An attempt is made to share the truth regarding issues concerning Israel and her right to exist as a Jewish nation. This blog has expanded to present information about radical Islam and its potential impact upon Israel and the West. Yes, I do mix in a bit of opinion from time to time.
Friday, November 27, 2009
The dispute between Palestinians and Israelis is not about settlements
'It's not enough'
Nov. 26, 2009
, THE JERUSALEM POST
With the patience of a taxi driver at a red light about to turn green, the Palestinian leadership responded to Wednesday's announcement of an Israeli moratorium on new settlement building with: "It's not enough!"
Prime Minister Binyamin Netanyahu's unprecedented moratorium is both substantive and symbolic - the appropriate response to a Palestinian settlement freeze demand that is both emblematic and a red-herring. THE DISPUTE between Palestinians and Israelis is not about settlements. It hinges on whether the Arabs are willing to recognize the legitimacy of Israel as the state of the Jewish people within any boundaries. Some find it convenient to imagine that the clash between the Zionist and Arab causes has transitioned to a non-zero sum game. That is hardly the dominant view in Israel.
In 1920, the international community gave Britain the responsibility of establishing a national home for the Jewish people in Palestine. But a year later London turned over eastern Palestine to Emir Abdullah and Transjordan was born. The Arab response? "It's not enough."
In 1937, the Peel Commission recommended dividing Palestine into Jewish and Arab states. The Zionists consented. The Arabs... said no.
In 1947, the UN General Assembly voted to partition Palestine into Jewish and Arab states. Again, the Jews agreed. The Arab response was: "It's not enough" and they tried to throttle the newborn Jewish state. Israel survived while the Arabs took the West Bank and Gaza. Did they then form a Palestinian state? Of course not, because these territories alone were "not enough."
In 1967, the Arabs failed to push an Israel living within the 1949 Armistice Lines into the sea and the West Bank came into Israeli possession. Magnanimous in victory, Israel offered peace. The Arab response? "No peace, no recognition, no negotiations."
In 1977, Egypt's Anwar Sadat courageously embarked on the path of peace. Israel withdrew from all territory claimed by Egypt, and Menachem Begin, moreover, offered the Palestinians something they had never enjoyed - autonomy. Israeli forces would have been re-deployed as a prelude to final status negotiations. The Arab response? "It's not enough."
As a result of the 1993 Oslo Accords, the PLO leadership was invited to return from Tunis and set up a Palestinian Authority in the West Bank and Gaza. But a double-dealing Yasser Arafat never genuinely embraced this historic opportunity for reconciliation. Hamas intensified its terror campaign which claimed dozens of Israeli lives (well before the Baruch Goldstein Hebron massacre in February 1994). Ehud Barak twice - at Camp David (July 2000) and at Taba (January 2001) - offered Arafat a Palestinian state accompanied by extraordinary territorial and political concessions. The Arab response? "It's not enough."
When Israel unilaterally pulled its settlers and soldiers out of the Gaza Strip in 2005, the Arabs again said: "It's not enough."
In 2008, Ehud Olmert offered Mahmoud Abbas 93 percent of the West Bank, plus additional territory from Israel proper. Abbas did not even deign to say "It's not enough" - he just walked away.
Then in June of this year Netanyahu, following in the footsteps of his predecessors, unequivocally accepted a demilitarized Palestinian state. The Arab response? "It's not enough."
Generation after generation, decade after decade, Israeli concession after concession, the Palestinians have never missed an opportunity to say, "It's not enough."
SO now the question is what will America do? Special Envoy George Mitchell reacted with sparing approval to Netanyahu's moratorium. "It falls short of a full settlement freeze, but it is more than any Israeli government has done before…" He then diluted this faint praise by coldly reiterating: "America does not accept the legitimacy of continued Israeli settlements."
A slightly more positive reaction came from Secretary of State Clinton who acknowledged that "agreed swaps" should be part of negotiations based on the 1967 lines.
To take additional risks for peace, Israelis must feel secure that the Obama administration wholly backs the 1967-plus formula. Washington needs to cajole Mahmoud Abbas back to the table to bargain in good faith, and it should extract diplomatic gestures from its Arab allies in reciprocity for the premier's concessions.
Otherwise, the discouraging message that comes across to Israelis who want an agreement is that no matter what we do it will always "fall short" with this administration and never be "enough" for the Arabs.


(Task goal)
Every entry is to be copied exactly as written, and the pictures are to be skipped.

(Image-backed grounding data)
»»

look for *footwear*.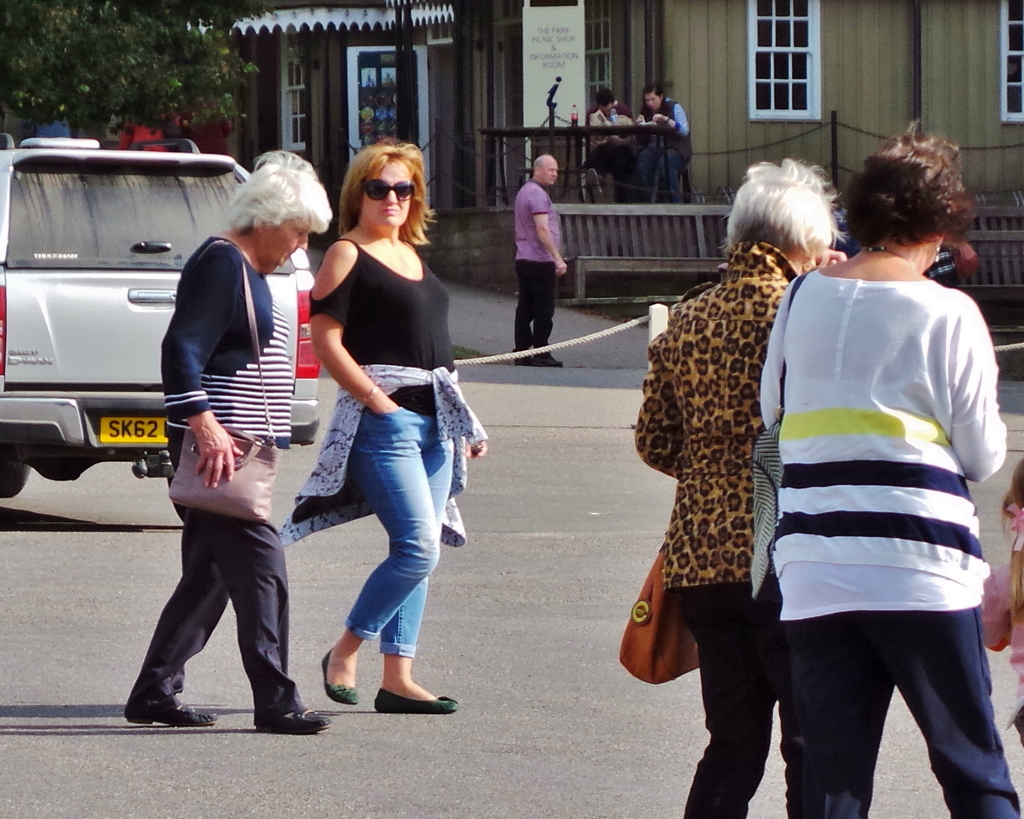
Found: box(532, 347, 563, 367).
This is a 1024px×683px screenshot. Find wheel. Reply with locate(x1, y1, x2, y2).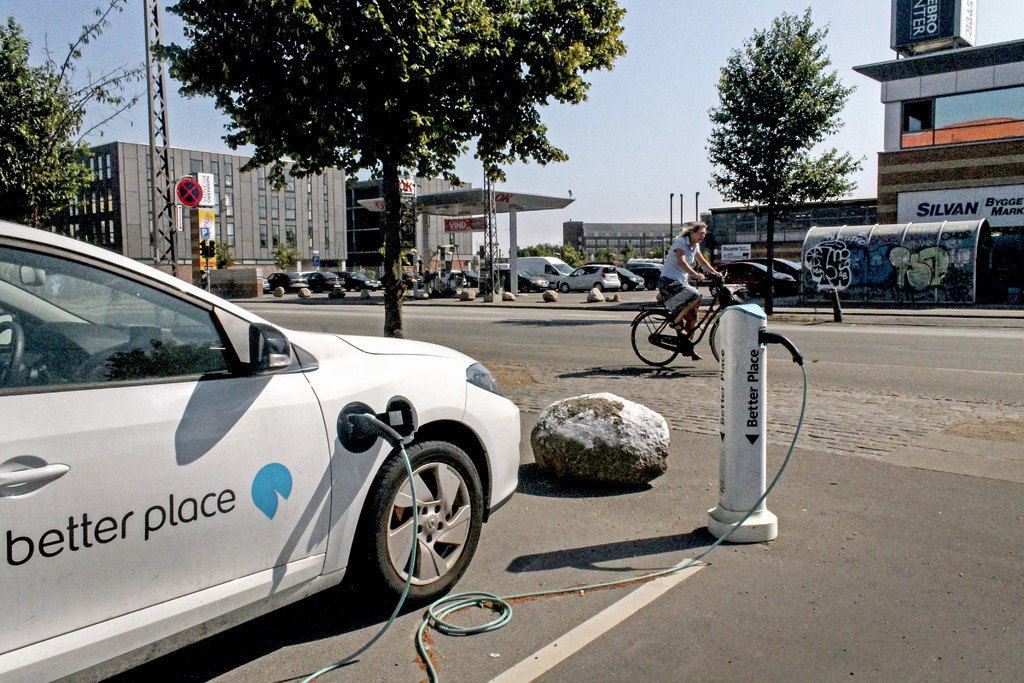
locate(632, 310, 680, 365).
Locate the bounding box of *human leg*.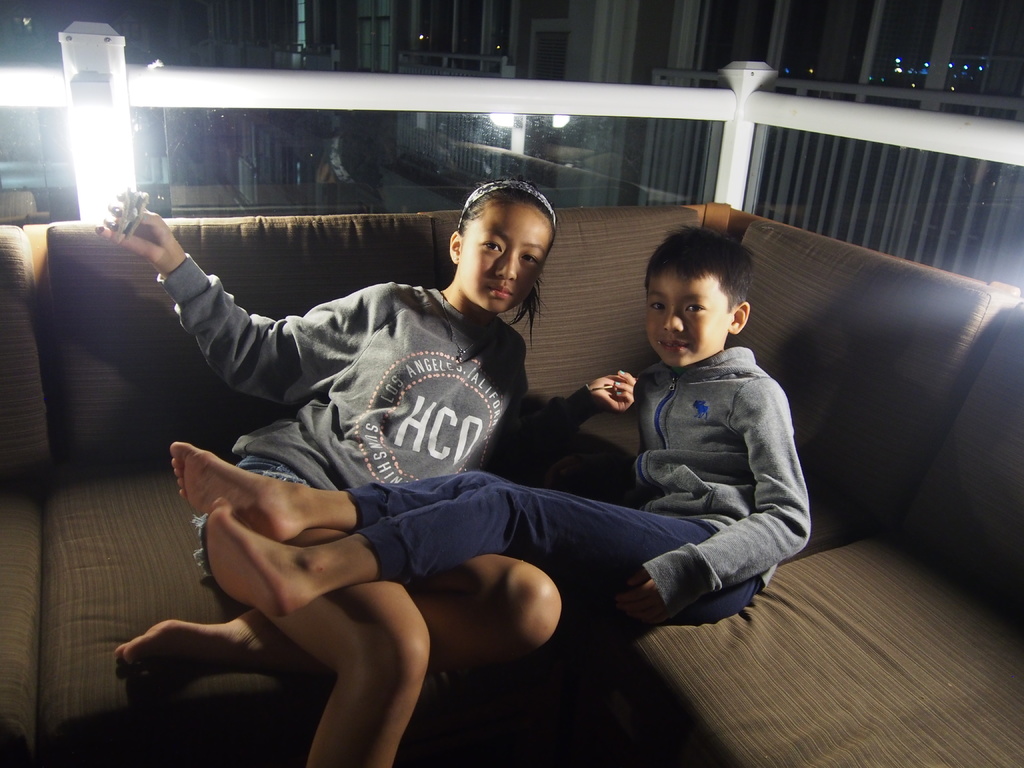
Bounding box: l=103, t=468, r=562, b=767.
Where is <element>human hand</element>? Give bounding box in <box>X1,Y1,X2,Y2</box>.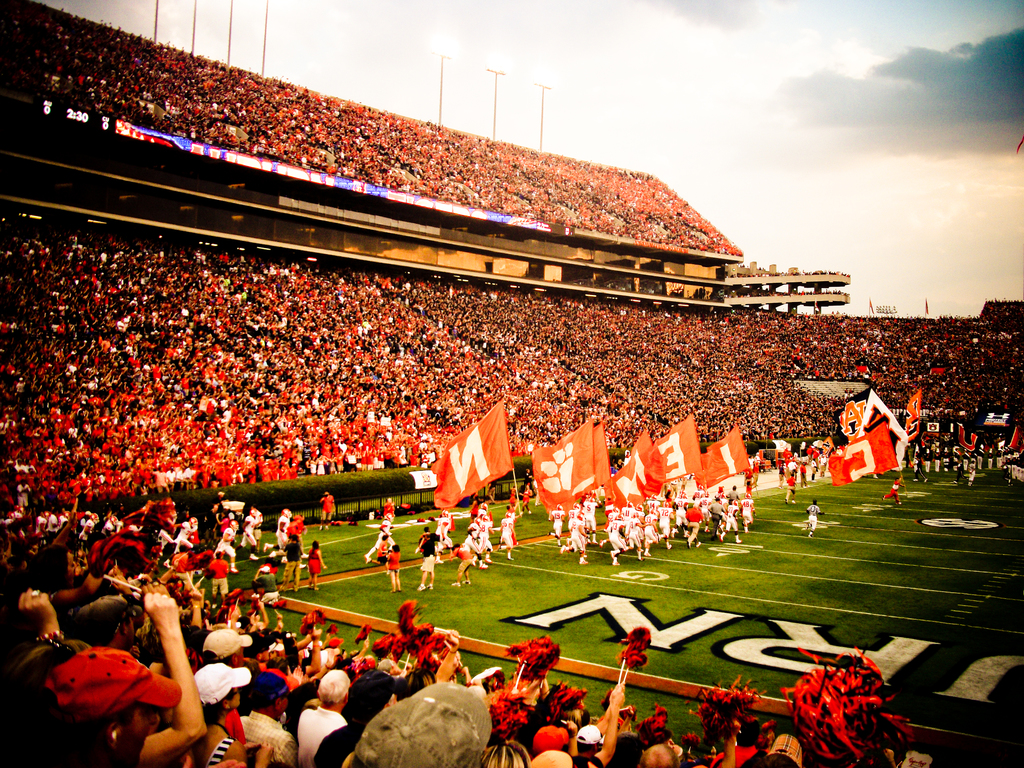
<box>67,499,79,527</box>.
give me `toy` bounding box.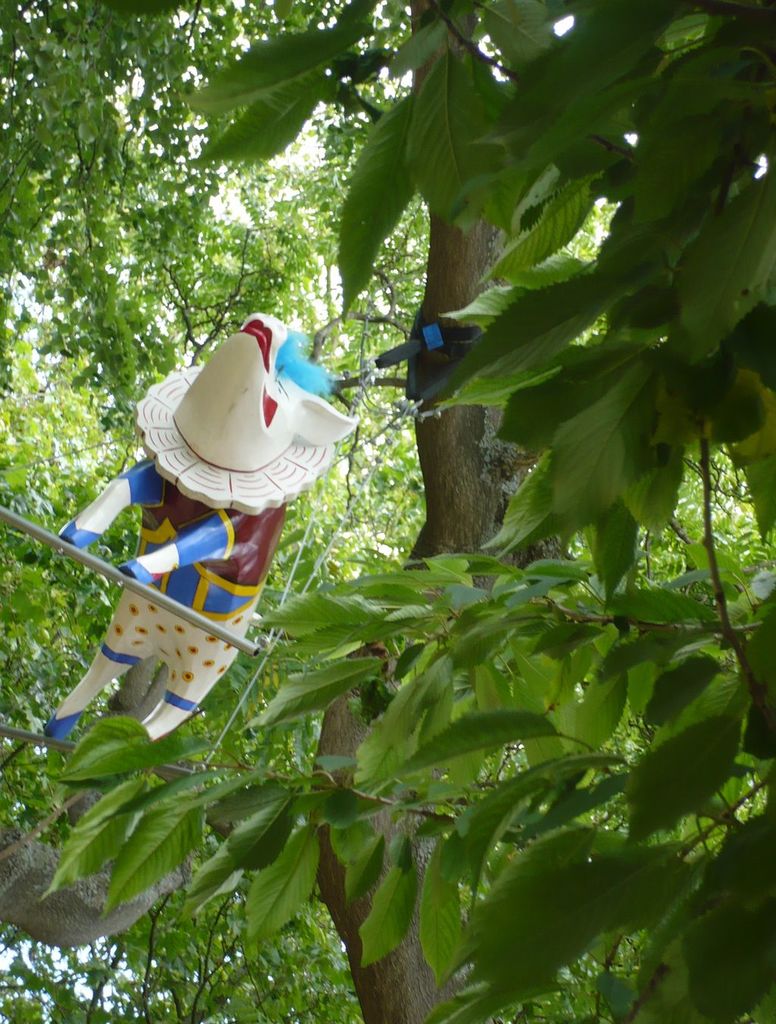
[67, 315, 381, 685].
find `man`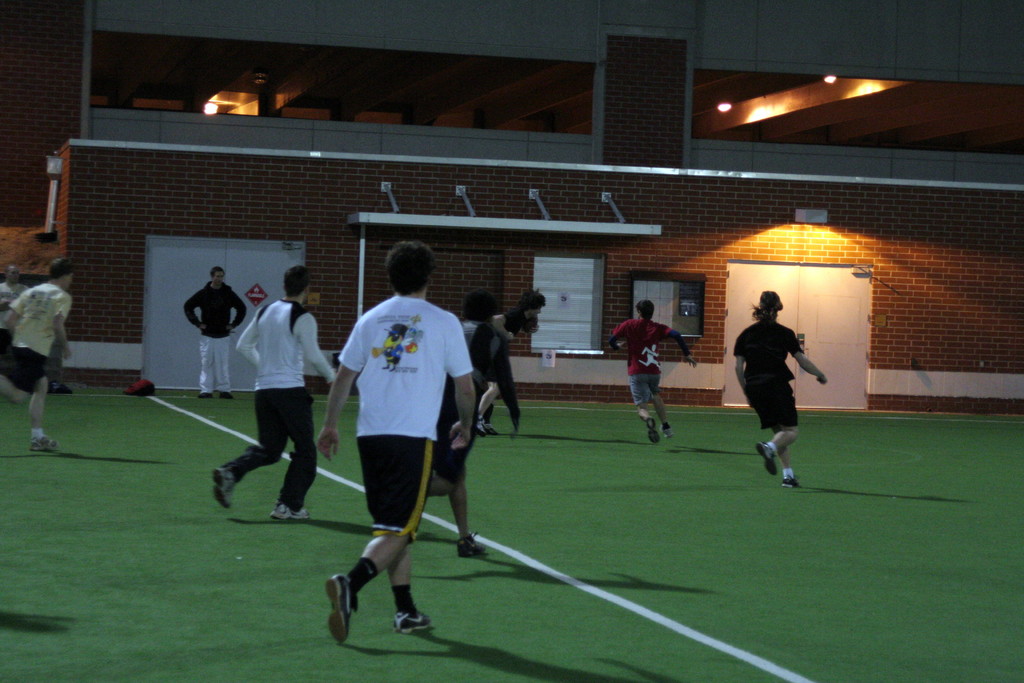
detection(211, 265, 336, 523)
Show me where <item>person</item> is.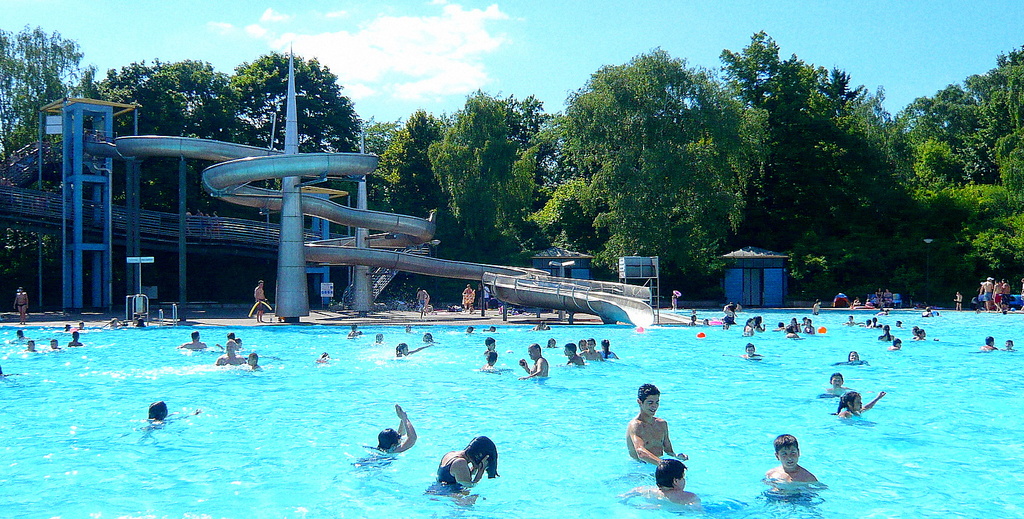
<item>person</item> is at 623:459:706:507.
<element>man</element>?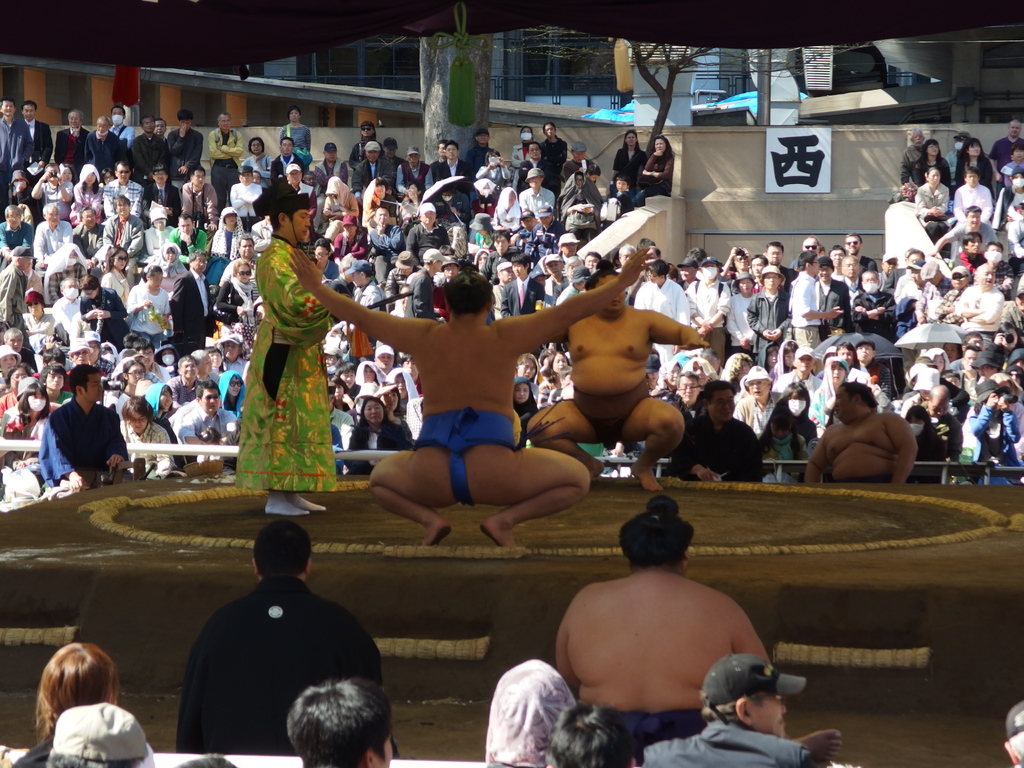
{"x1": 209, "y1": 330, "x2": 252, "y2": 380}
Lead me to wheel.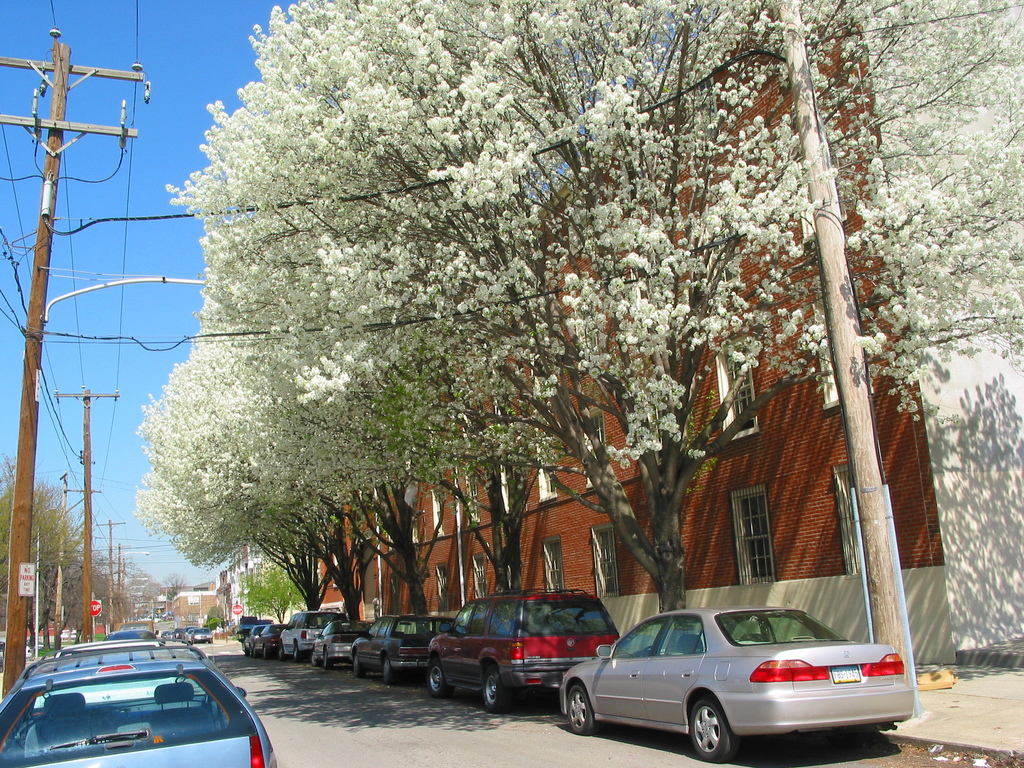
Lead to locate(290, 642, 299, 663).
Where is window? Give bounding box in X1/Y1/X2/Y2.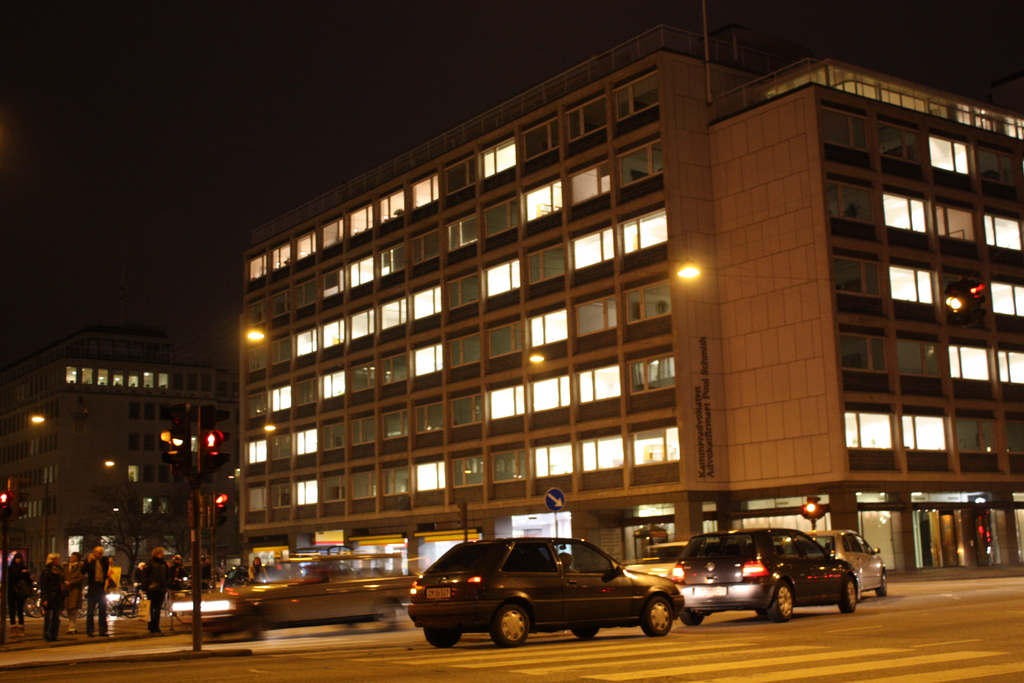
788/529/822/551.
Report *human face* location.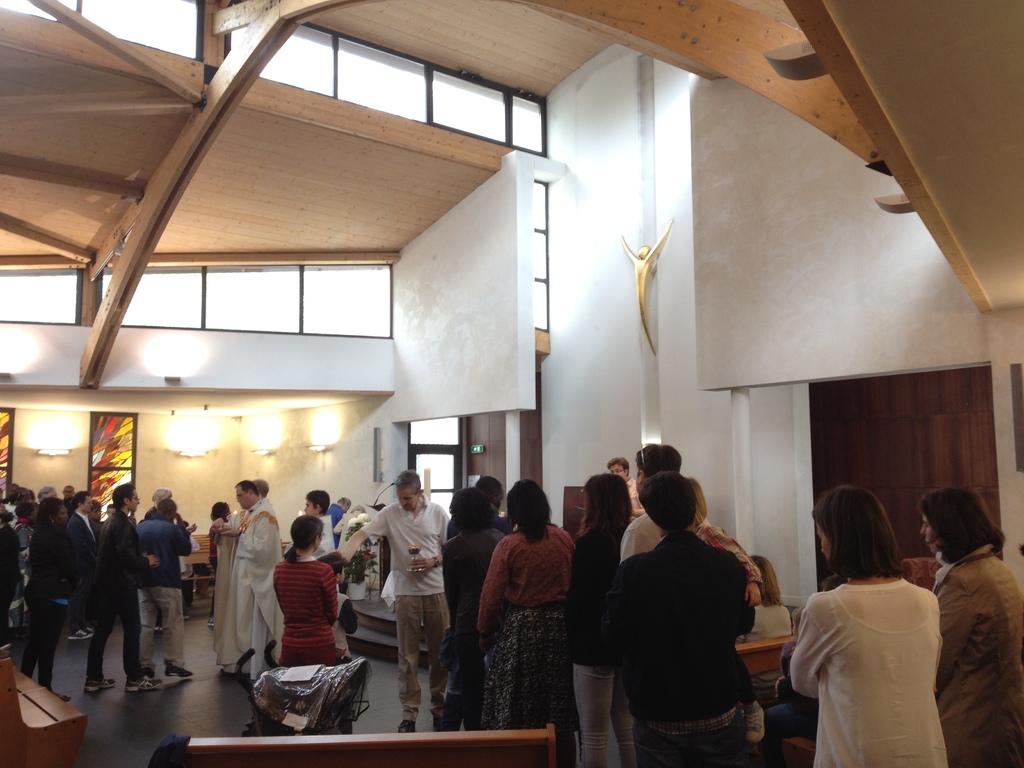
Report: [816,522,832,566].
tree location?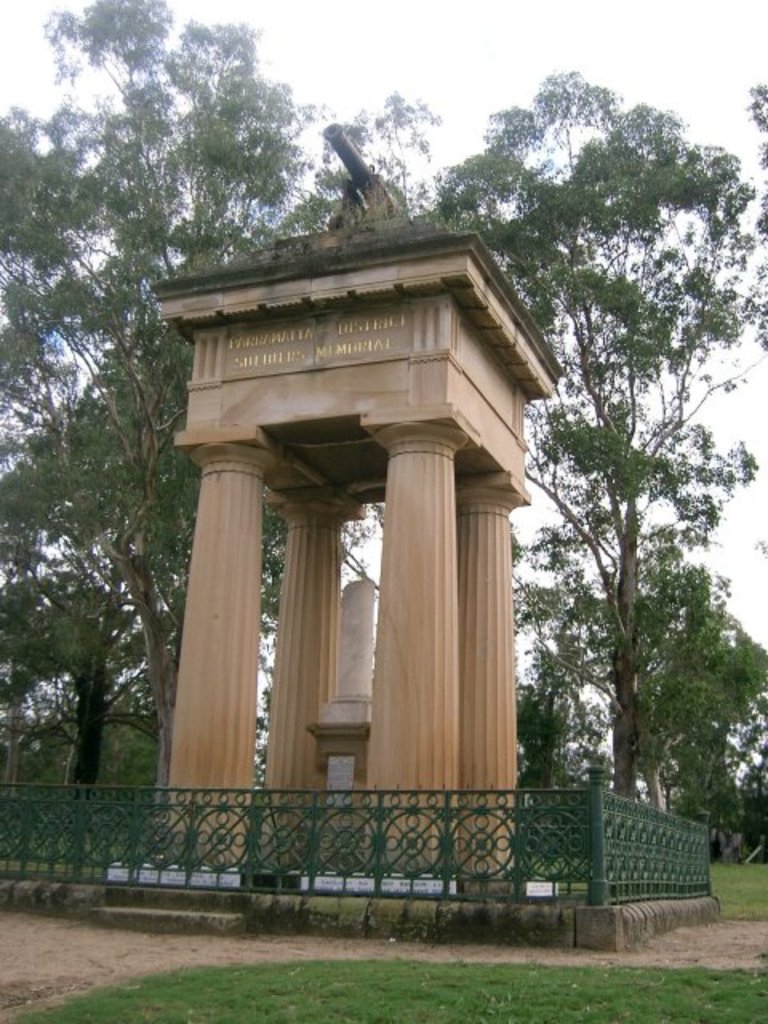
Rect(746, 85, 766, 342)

««

(Answer section)
look for *footwear*.
Found: box(532, 347, 563, 367).
This is a 1024px×683px screenshot. Find wheel. Reply with locate(x1, y1, x2, y2).
locate(632, 310, 680, 365).
Locate the bounding box of *human leg*.
Bounding box: l=103, t=468, r=562, b=767.
Where is <element>human hand</element>? Give bounding box in <box>X1,Y1,X2,Y2</box>.
<box>67,499,79,527</box>.
give me `toy` bounding box.
[67, 315, 381, 685].
find `man`
detection(211, 265, 336, 523)
Show me where <item>person</item> is.
<item>person</item> is at 623:459:706:507.
<element>man</element>?
{"x1": 209, "y1": 330, "x2": 252, "y2": 380}
Lead me to wheel.
Lead to locate(290, 642, 299, 663).
Where is window? Give bounding box in X1/Y1/X2/Y2.
788/529/822/551.
Report *human face* location.
Report: [816,522,832,566].
tree location?
Rect(746, 85, 766, 342)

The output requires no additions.